Most Amazon DSP operators have never heard the term DSCR. That's a problem — because it's the first thing your lender looks at when you apply for fleet financing.
What DSCR is
Debt Service Coverage Ratio measures whether your business generates enough cash to cover its debt payments. The formula:
DSCR = Net Operating Income ÷ Total Debt Service
Net Operating Income is your revenue minus operating expenses — before debt payments, depreciation, and taxes. Total Debt Service is the sum of all principal and interest payments in a given period, typically annual.
If your DSCR is 1.25, you earn $1.25 for every $1.00 of debt you owe. That's the line most lenders want to see.
Lender thresholds
- Below 1.0: Auto-decline. You're not covering your debt from operations.
- 1.0–1.2: Caution zone. Some lenders approve conditionally, with higher rates or collateral requirements.
- 1.25 and above: Strong candidate.
The Amazon payment timing problem
Amazon pays weekly. Your debt service is monthly. That timing mismatch creates apparent cash gaps in bank statements that a lender can misread as instability — even when your business is healthy.
Don't hand a lender raw statements and hope for the best. Use a trailing 12-month P&L. Annotate seasonality explicitly (Q4 surge, Q1 trough). Add a note showing Amazon's weekly payment cadence aggregating to your monthly revenue. Make it easy for the underwriter to see the whole picture, because they won't dig for it themselves.
What actually moves your DSCR
- Trim personal draws in the 3–6 months before you apply. Owner draws reduce NOI directly.
- Defer non-essential capex. Holding off improves your cash position on paper.
- Tighten driver costs. Overtime, turnover-related hiring, and inefficient routing all hit your operating line.
None of these are tricks — they're operational choices that reflect better business discipline. A lender seeing a consistent improvement trend takes that as a positive signal.
Run it quarterly, not annually
The worst time to discover your DSCR is 1.05 is the day you walk into a lender conversation. Run your own calculation every quarter. If you see the number drifting, you have time to course-correct before you actually need the capital.
DSP operators who get caught off guard on financing are almost always operators who only look at this when they have to. Knowing your number before the lender does gives you leverage — both in the conversation and in your own planning.
Frequently Asked Questions
What is DSCR and why does it matter for DSP operators? DSCR (Debt Service Coverage Ratio) is the ratio of your net operating income to your total debt payments. Lenders use it to determine whether a business generates enough cash flow to cover its loan obligations. For DSP operators seeking fleet financing, a DSCR below 1.25 typically results in denial or significantly higher interest rates.
What DSCR do DSP operators need to qualify for fleet financing? Most commercial lenders require a minimum DSCR of 1.20–1.25 for fleet vehicle financing. Preferred borrowers with strong Amazon standing and clean financials may qualify at 1.15. Below 1.15, you'll need a co-signer, larger down payment, or alternative lender.
How do DSP operators improve their DSCR? DSCR improves by increasing net operating income (more routes, better margins) or reducing total debt service (paying down existing obligations before adding fleet debt). Operators often improve DSCR by timing fleet acquisitions to coincide with route expansion rather than taking on debt in flat revenue periods.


### WHAT IS REQUIRED
Each line of the records that holds the word "leader" should be copied out.

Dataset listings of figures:
──────

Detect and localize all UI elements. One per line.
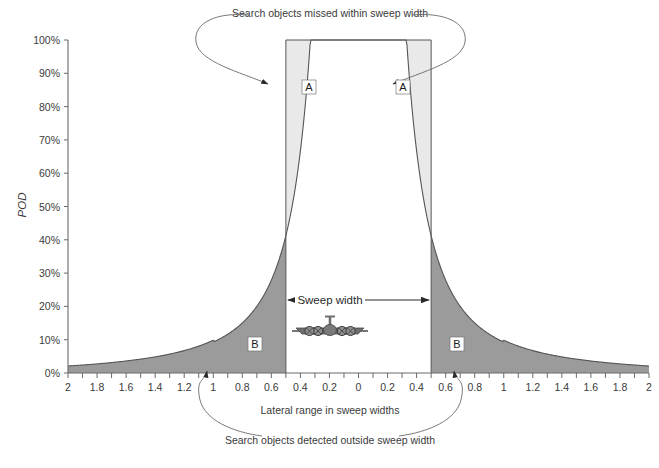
top-annotation-label: Search objects missed within sweep width xyxy=(232,7,428,19)
x-tick-label: 1.6 xyxy=(119,381,134,393)
x-tick-label: 0 xyxy=(356,381,362,393)
svg-text:A: A xyxy=(399,81,407,93)
y-axis-title: POD xyxy=(16,193,28,218)
y-tick-label: 30% xyxy=(39,267,60,279)
aircraft-icon xyxy=(292,316,368,336)
bottom-annotation-leader-left xyxy=(199,371,262,436)
x-tick-label: 0.6 xyxy=(438,381,453,393)
y-tick-label: 70% xyxy=(39,134,60,146)
svg-text:B: B xyxy=(453,338,460,350)
axes-group: 0%10%20%30%40%50%60%70%80%90%100% 21.81.… xyxy=(33,34,652,393)
y-tick-label: 10% xyxy=(39,334,60,346)
x-tick-label: 1.4 xyxy=(148,381,163,393)
region-label-b-left: B xyxy=(248,337,262,351)
x-tick-label: 1 xyxy=(501,381,507,393)
y-tick-label: 40% xyxy=(39,234,60,246)
y-tick-label: 100% xyxy=(33,34,60,46)
x-tick-label: 2 xyxy=(65,381,71,393)
x-tick-label: 2 xyxy=(646,381,652,393)
x-tick-label: 0.8 xyxy=(467,381,482,393)
figure-container: 0%10%20%30%40%50%60%70%80%90%100% 21.81.… xyxy=(0,0,659,468)
x-tick-label: 1.2 xyxy=(525,381,540,393)
x-tick-label: 0.2 xyxy=(380,381,395,393)
x-tick-label: 1.2 xyxy=(177,381,192,393)
region-label-b-right: B xyxy=(450,337,464,351)
y-tick-label: 50% xyxy=(39,201,60,213)
bottom-annotation-label: Search objects detected outside sweep wi… xyxy=(225,434,435,446)
region-label-a-left: A xyxy=(302,80,316,94)
x-tick-label: 1 xyxy=(210,381,216,393)
top-annotation-leader-left xyxy=(196,14,268,84)
pod-curve xyxy=(68,40,649,366)
x-tick-label: 1.8 xyxy=(613,381,628,393)
y-tick-label: 90% xyxy=(39,67,60,79)
y-tick-label: 80% xyxy=(39,101,60,113)
lateral-range-curve-chart: 0%10%20%30%40%50%60%70%80%90%100% 21.81.… xyxy=(0,0,659,468)
y-tick-label: 20% xyxy=(39,300,60,312)
region-a-shading xyxy=(286,40,431,236)
x-tick-label: 0.8 xyxy=(235,381,250,393)
x-tick-label: 0.4 xyxy=(409,381,424,393)
svg-text:B: B xyxy=(251,338,258,350)
x-tick-label: 1.6 xyxy=(584,381,599,393)
x-tick-label: 0.2 xyxy=(322,381,337,393)
y-tick-label: 0% xyxy=(45,367,60,379)
x-tick-label: 0.4 xyxy=(293,381,308,393)
x-tick-label: 1.8 xyxy=(90,381,105,393)
svg-text:A: A xyxy=(305,81,313,93)
sweep-width-label: Sweep width xyxy=(297,294,362,306)
y-tick-label: 60% xyxy=(39,167,60,179)
sweep-width-measure: Sweep width xyxy=(288,292,429,308)
x-axis-title: Lateral range in sweep widths xyxy=(261,404,400,416)
x-tick-label: 0.6 xyxy=(264,381,279,393)
x-tick-label: 1.4 xyxy=(555,381,570,393)
region-label-a-right: A xyxy=(396,80,410,94)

──────

### TASK SOLUTION
bottom-annotation-leader-left xyxy=(199,371,262,436)
top-annotation-leader-left xyxy=(196,14,268,84)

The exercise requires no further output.